Artificial intelligence can undoubtedly provide information. It can reflect language back to us in sophisticated and sometimes impressive ways. It can even simulate empathy, to a degree. But it cannot genuinely participate in human emotional reciprocity because it does not possess emotional experience itself. It cannot sit in the room with another human being, pick up on subtle shifts in emotion, sense tension or hesitation or respond instinctively to the emotional atmosphere that develops.

While modern professional life has become increasingly frictionless, with instant communication and information retrieval, emotional life does not work according to the same principles as productivity software.

Ironically, the very parts of therapy many people find difficult — the moments of silence, vulnerability, unpredictability and emotional discomfort — are often the parts that matter most. A therapist is not there simply to reassure us or validate every feeling we have.

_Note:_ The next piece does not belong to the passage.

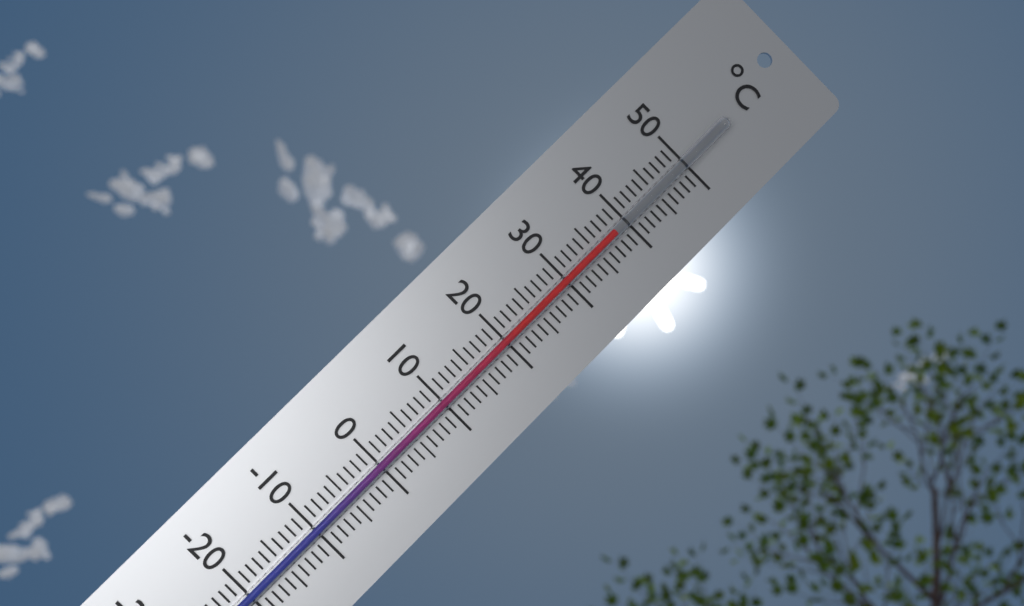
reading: 38 °C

Therapy is an evolving relationship through which unconscious patterns gradually emerge over time, and that process requires another human mind.

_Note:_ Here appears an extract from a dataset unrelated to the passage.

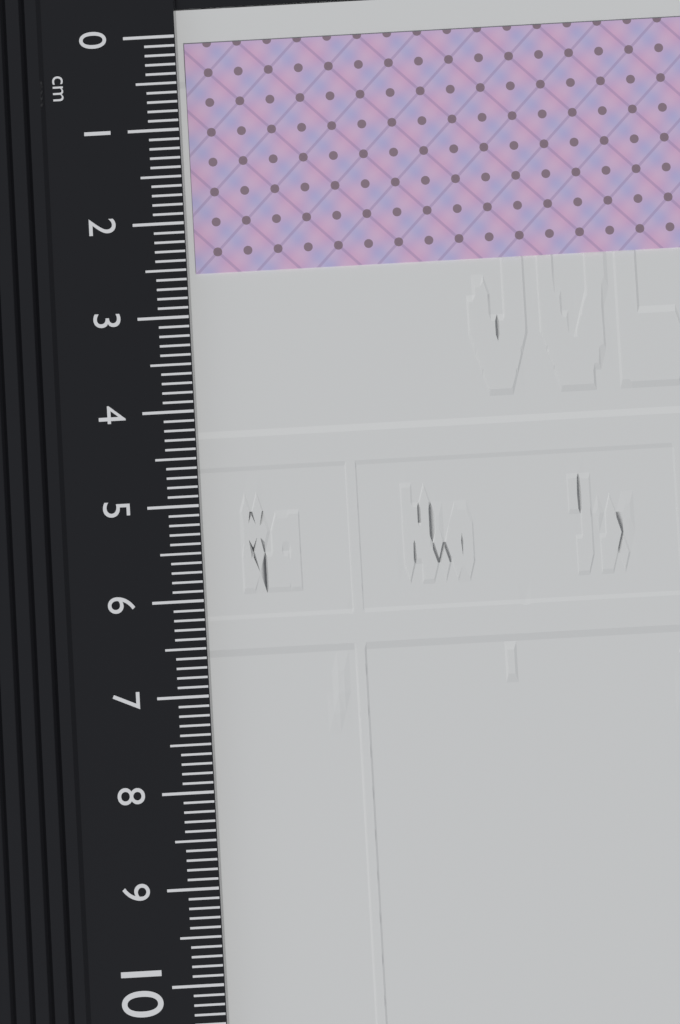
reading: 2.5 cm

It requires someone capable not only of hearing what we say but also noticing what we avoid saying, what we repeat, how we emotionally respond and how we relate to someone else in real time.

There are therefore risks in increasingly turning to AI as a form of emotional substitute.

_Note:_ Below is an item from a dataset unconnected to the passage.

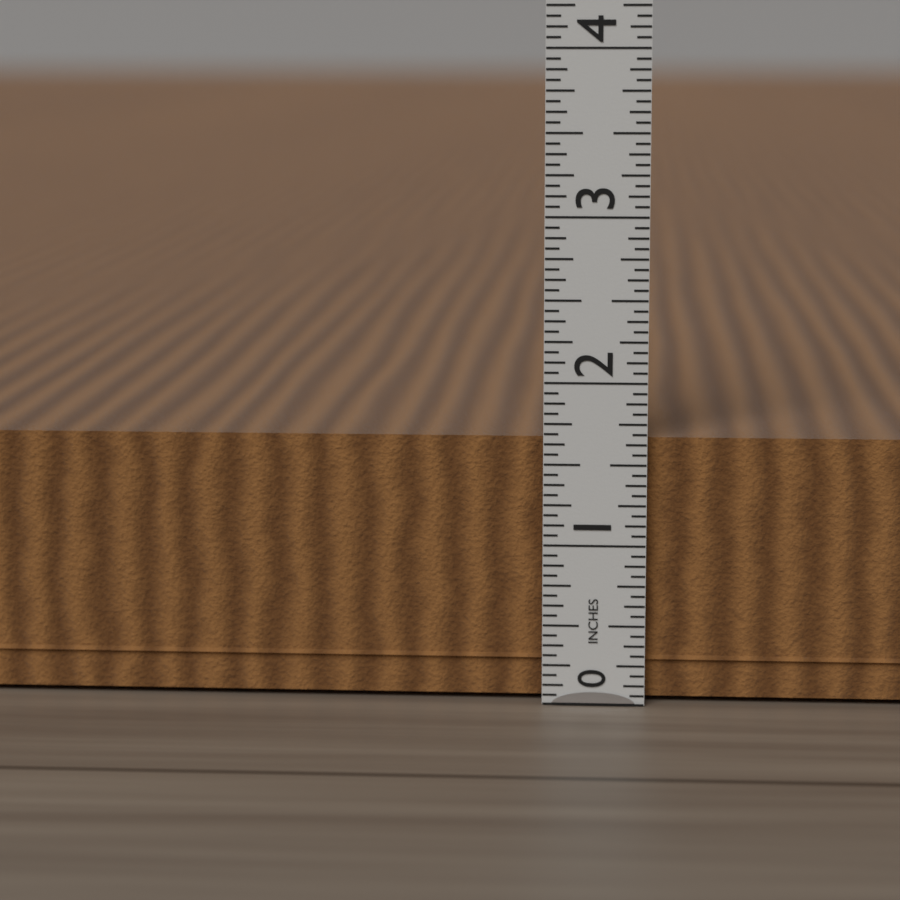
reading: 1.6875 in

Unlike a therapist, an AI chatbot cannot truly challenge us relationally, because meaningful therapy cannot be reduced to information exchange. The interaction can, therefore, risk becoming a kind of echo chamber where the individual is, in effect, speaking to an endlessly accommodating version of themselves.

This is perhaps comparable to the growing tendency for people to self-diagnose medical conditions online. Access to information can certainly be helpful, but information alone is not the same thing as professional medical care. In the same way, AI may provide reflection or temporary reassurance, but that is not the same as psychotherapy.

Psychotherapy has long been treated as a serious scientific and medical discipline for precisely this reason. Many of the early pioneers of psychoanalysis and psychotherapy, including Freud and Winnicott, were medically trained doctors deeply interested in human development, attachment and emotional life.

Of course, AI may still have a constructive role within mental healthcare. It may help some people access information, reflect upon their feelings or take initial steps towards seeking support. Used ethically and carefully, it may become a valuable supplementary tool.

But we should be cautious about confusing emotional simulation with genuine human understanding. 

Over thousands of years, we evolved as social creatures whose survival depended upon cooperation, communication, emotional bonds and community. Our ability to adapt, empathise, create relationships and regulate emotion has always depended heavily upon interaction with one another, and the AI revolution has not changed that core need. 

Technology can support many aspects of our lives, but it cannot fully replicate those relational foundations. Regardless of how many advances in machine intelligence come along, our emotional and mental healing will remain, fundamentally, a human process.


Professor Michael Atar is a psychoanalytic psychotherapist with a background in medicine and over 25 years’ experience as a paediatric dentist. A father to a large family, he works with parents, carers, families, and children of all ages, offering a warm, collaborative and non-judgemental space. His work includes support for postnatal depression, PTSD, and developmental concerns such as feeding, sleep, and bonding difficulties. He also supports individuals and couples before, during and after pregnancy. Professor Atar is a member of UKCP, BACP, and GPsyC.




READ MORE: ‘The many lives of Professor Michael Atar‘. From paediatric dentistry to sepsis technology, psychotherapy and social innovation, Professor Michael Atar has built a career that refuses to stay in one lane. The European’s Dr Stephen Simpson meets the man whose work spans medicine, physics, mental health and community life.